Worobey has previously declared the OPV theory of AIDS origin “refuted”. He claimed that the chimpanzees involved in the 1950s OPV experiments in the Belgian Congo were Pan troglodytes schweinfurthii from “the vicinity of Stanleyville” [now Kisangani], where, he asserted, a form of SIVcpz genetically more distant from HIV-1(M) than the SIVcpz from Pan troglodytes troglodytes (Ptt) chimps from Congo Brazzaville and Cameroon was found.[7] But he is incorrect. More than 400 common chimpanzees (Pan troglodytes) of largely unrecorded subspecies and over 80 pygmy chimpanzees (Pan paniscus) were co-caged and group-caged at Lindi Camp, just outside Stanleyville. They were captured from 200,000 square miles of rain forest, extending as far west as Coquilhatville (now Mbandaka)[8], then a major chimpanzee collecting centre. Indeed, in 1955 two Ptt apes were purchased here by the same team that later supplied Lindi Camp.[9] Chimps from Coquilhatville/Mbandaka have routinely been brought to Stanleyville/Kisangani on the Congo ferries and sold[10] – and the presence of at least one Ptt among Stanleyville’s chimpanzee experimentees is confirmed.[11] Only 60 of these 500-odd chimpanzees survived the 1956-60 experiments.[12] Congolese and Belgian technicians confirm that in the Laboratoire Médical de Stanleyville tissue cultures were being made from chimpanzee cells, and OPV batches were being prepared.[13] We contend that the bushmeat theory is not the only, or indeed the strongest, explanation for how AIDS began.

[650 words]

References:

1] M. Worobey et al., “Direct evidence of extensive diversity of HIV-1 in Kinshasa by 1960”. Nature; 2008; 455; 661-664.

2] P. Sharp and B. Hahn, “Prehistory of HIV-1” [News and Views]. Nature; 2008; 455; 605-6.

3] S. Wain-Hobson, A. Meyerhans et al., “Network analysis of human and simian immunodeficiency virus sequence sets reveals massive recombination resulting in shorter pathways”; J. Gen Virol.; 2003; 84; 885-895. A. Jung, S. Wain-Hobson et al., “Multiply infected spleen cells in HIV patients”, Nature; 2002; 418; 144.

4] P. Lemey, O.G. Pybus, M. Worobey et al., “The molecular population genetics of HIV-1 Group O”;Genetics; 2004; 167; 1059-1068.

5] O. Bagasra, “HIV and Molecular Immunity: Prospects for the AIDS Vaccine”, [Natic, MA: Eaton, 1999]. E. Hooper, “The River: A Journey to the Source of HIV and AIDS” [Boston: Little Brown; London: Allen Lane/Penguin, 1999].

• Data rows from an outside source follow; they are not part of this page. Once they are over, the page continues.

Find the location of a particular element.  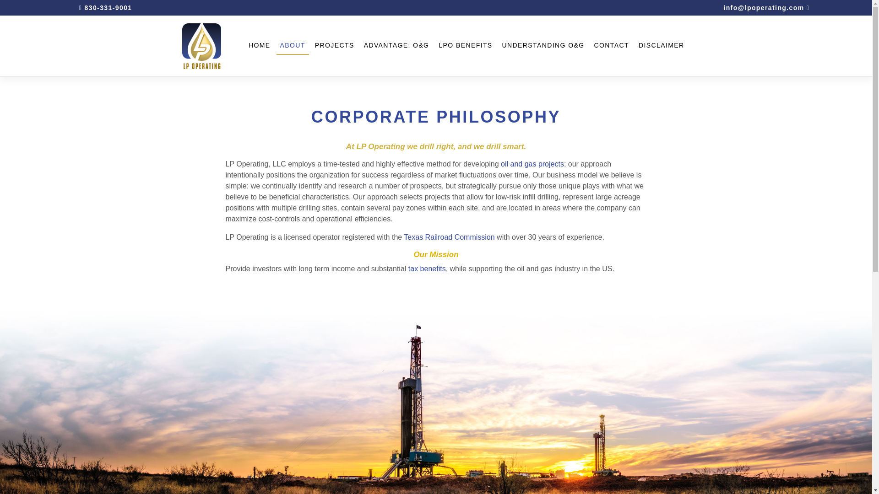

CONTACT is located at coordinates (610, 46).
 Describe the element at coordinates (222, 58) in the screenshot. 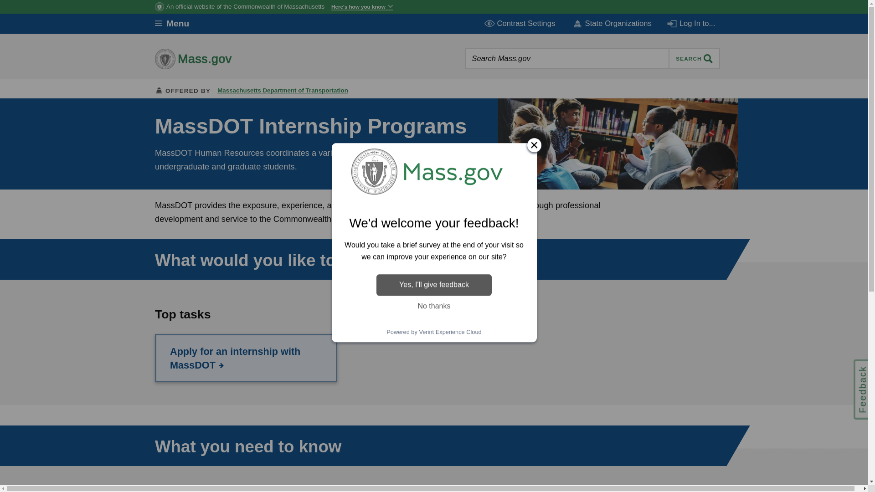

I see `Mass.gov home page` at that location.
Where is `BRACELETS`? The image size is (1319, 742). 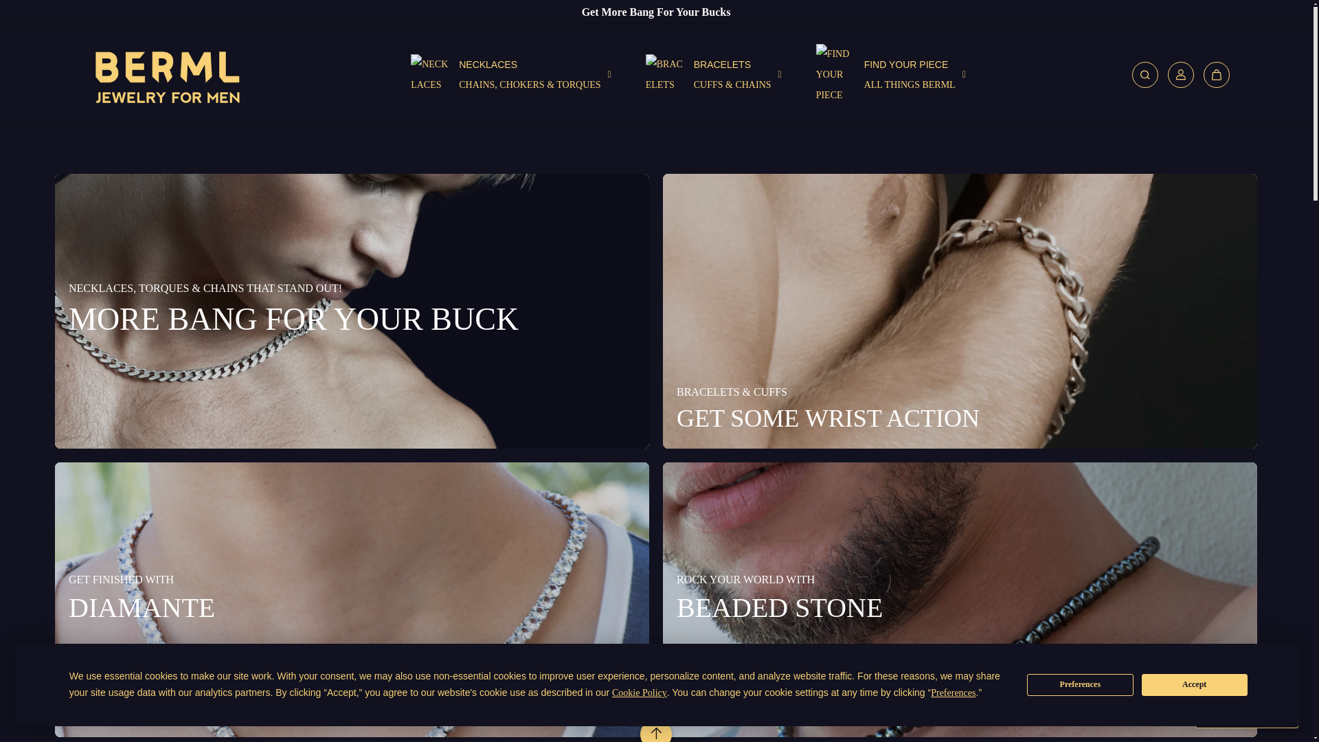
BRACELETS is located at coordinates (511, 74).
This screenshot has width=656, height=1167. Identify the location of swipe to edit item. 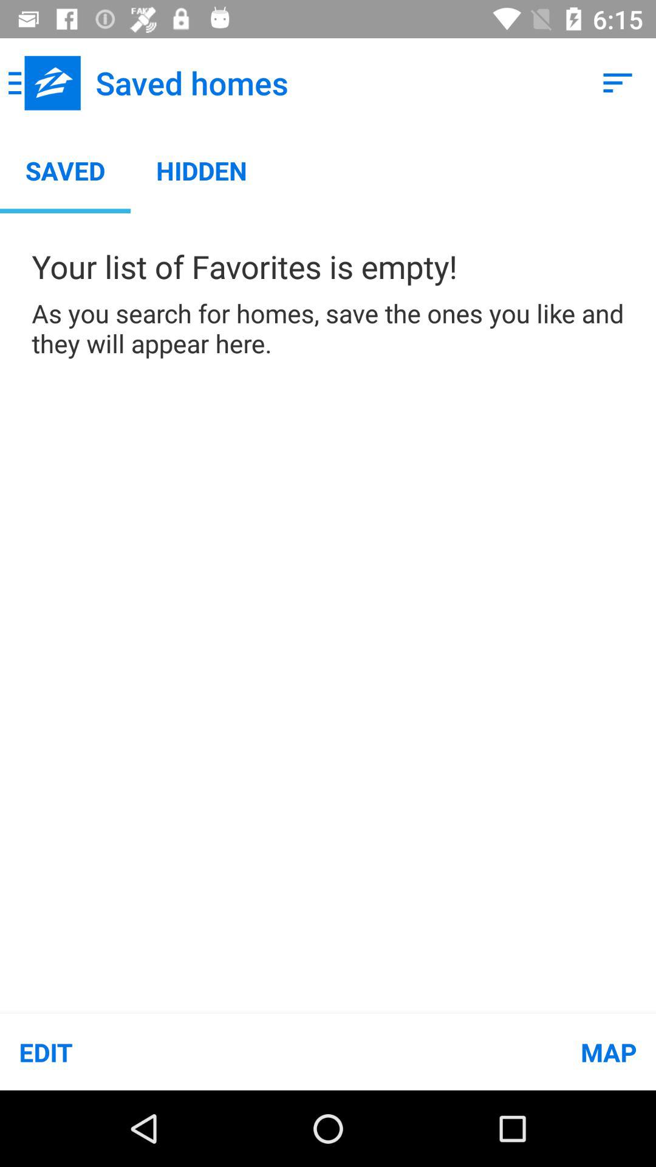
(164, 1051).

6] M.H. Schierup and R. Forsberg, “Recombination and phylogenetic analysis of HIV-1”, Atti dei Convegni Lincei; 2003; 187; 231-245. [Available from the www.aidsorigins.com web-site.]

7] M. Worobey, P.M. Sharp, B.H. Hahn et al., “Origin of AIDS: contaminated polio vaccine theory refuted”. Nature. 2004; 428(6985); 820.

8] F. Deinhardt, Lindi databook (covering 53 of the Lindi chimps); 1959.

9] Databook of chimpanzee materials stored at Musée Royal de l’Afrique Centrale, Tervuren, Belgium, 1998 edition.

10] Personal communications, 2004 and 2005, from G. Hensenne (regarding the 1950s) and K. Ammann (regarding the 1980s).

11] M.M. Vastesaeger, R. Delcourt, “L’atherosclerose experimentale du chimpanzé. Recherches preliminaires.” Acta Cardiol. 1965, 20 (Suppl 11), 283-297.

12] E. Hooper, “Dephlogistication. New developments in the origins of AIDS controversy”; Atti dei Convegni Lincei; 2003; 187; 27-230. E. Hooper, “The
latest scientific evidence strongly supports the OPV theory”, 2005. [Both these papers, and others, are available from www.aidsorigins.com

13] “The Origins of AIDS”, Galafilm/MFP television documentary (91 minute version), 2003.

Authors:

Edward Hooper and one other, whose name is here omitted.